Media: UK’s former PM challenged Putin Ukraine to remain outside NATO
In a phone call in the fall of 2021, former UK’s Prime Minister Boris Johnson directly challenged Vladimir Putin, saying that there is no reason to invade Ukraine. Ukraine won't be joining NATO anytime soon.
In his new book “War”, US journalist Bob Woodward, 81, reveals that Putin retorted, "What do you mean by anytime soon? When is that? Next month?" Boris reassured the Russian leader, "The reality is that Ukraine is not going to join in the foreseeable future." He believed Putin knew this but was attempting to provoke Western leaders into making a public statement, Caliber.Az reports via foreign media.

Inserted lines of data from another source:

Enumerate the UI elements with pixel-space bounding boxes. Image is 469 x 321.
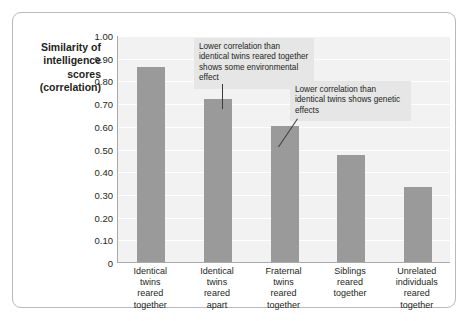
annotation-line: identical twins reared (199, 52, 276, 61)
x-axis-category-label-line: Identical (184, 266, 251, 277)
x-axis-category-label-line: Siblings (317, 266, 384, 277)
x-axis-category-label-line: reared (317, 277, 384, 288)
x-axis-category-label: Siblingsrearedtogether (317, 266, 384, 300)
x-axis-category-label-line: individuals (383, 277, 450, 288)
x-axis-category-label-line: reared (250, 288, 317, 299)
x-axis-category-label: Identicaltwinsrearedtogether (117, 266, 184, 311)
x-axis-category-label-line: reared (184, 288, 251, 299)
y-axis-tick-label: 0.70 (85, 99, 113, 110)
chart-figure: Similarity of intelligence scores (corre… (12, 12, 456, 308)
y-axis-tick-label: 0.90 (85, 53, 113, 64)
x-axis-category-label-line: twins (184, 277, 251, 288)
y-axis-tick-labels: 1.000.900.800.700.600.500.400.300.200.10… (85, 36, 113, 253)
y-axis-tick-label: 0.80 (85, 76, 113, 87)
bar (271, 126, 299, 262)
x-axis-category-label-line: Identical (117, 266, 184, 277)
y-axis-tick-label: 0.50 (85, 144, 113, 155)
y-axis-tick-label: 1.00 (85, 31, 113, 42)
x-axis-category-label-line: reared (117, 288, 184, 299)
annotation-line: Lower correlation than (199, 42, 280, 51)
annotation-leader-line (222, 84, 223, 109)
annotation-line: identical twins shows (295, 95, 371, 104)
bar (137, 67, 165, 262)
x-axis-category-label-line: together (383, 300, 450, 311)
y-axis-tick-label: 0.40 (85, 167, 113, 178)
x-axis-category-label: Fraternaltwinsrearedtogether (250, 266, 317, 311)
x-axis-category-label: Unrelatedindividualsrearedtogether (383, 266, 450, 311)
y-axis-tick-label: 0.20 (85, 212, 113, 223)
x-axis-category-label-line: together (317, 288, 384, 299)
x-axis-category-label-line: twins (250, 277, 317, 288)
bar (404, 187, 432, 262)
y-axis-tick-label: 0.30 (85, 189, 113, 200)
y-axis-tick-label: 0.10 (85, 235, 113, 246)
y-axis-tick-label: 0 (85, 258, 113, 269)
x-axis-category-label-line: reared (383, 288, 450, 299)
gridline (118, 36, 450, 37)
x-axis-category-labels: IdenticaltwinsrearedtogetherIdenticaltwi… (117, 266, 450, 312)
annotation-genetic-effects: Lower correlation than identical twins s… (290, 81, 411, 121)
x-axis-category-label-line: together (117, 300, 184, 311)
x-axis-category-label: Identicaltwinsrearedapart (184, 266, 251, 311)
x-axis-category-label-line: Fraternal (250, 266, 317, 277)
x-axis-category-label-line: apart (184, 300, 251, 311)
x-axis-category-label-line: Unrelated (383, 266, 450, 277)
x-axis-category-label-line: together (250, 300, 317, 311)
y-axis-tick-label: 0.60 (85, 121, 113, 132)
bar (337, 155, 365, 262)
bar (204, 99, 232, 262)
x-axis-category-label-line: twins (117, 277, 184, 288)
plot-area: Lower correlation than identical twins r… (117, 36, 450, 263)
annotation-line: Lower correlation than (295, 85, 376, 94)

This pivotal conversation took place following the G20 Summit in Rome in October 2021, where Boris and other world leaders, including US President Joe Biden, French President Emmanuel Macron, German Chancellor Angela Merkel, and her soon-to-be successor Olaf Scholz, were secretly briefed on Russia's invasion plans. The meeting was held in a secure environment to prevent eavesdropping, during which President Biden cautioned, "We've all seen that the Russians have repositioned forces on the border as they did in April.
We now have insights into their thinking, planning, and plotting. What remains uncertain is whether they've decided to take action, but the gun is cocked." While Boris Johnson, having received similar briefings from MI6 and Defense Secretary Ben Wallace, found the intelligence “entirely credible,” Woodward’s upcoming book notes that both Macron and the German leaders were skeptical.
Woodward writes, “Perhaps it was Putin’s bluff, but Johnson believed it was monstrous of Putin to even consider such an action.” Boris viewed the situation as a “game” for Putin, who had the West trapped, but he insisted that publicly opposing NATO’s open-door policy for new members would be an “admission of defeat.” He privately expressed to a colleague that he regarded Putin as a “small, puckish lowlife.”
Just months later, on February 24, 2022, Russian forces invaded Ukraine, claiming it was a “special military operation.” However, their quick initial successes did not last, and now, more than two and a half years later, the conflict has resulted in hundreds of thousands of deaths.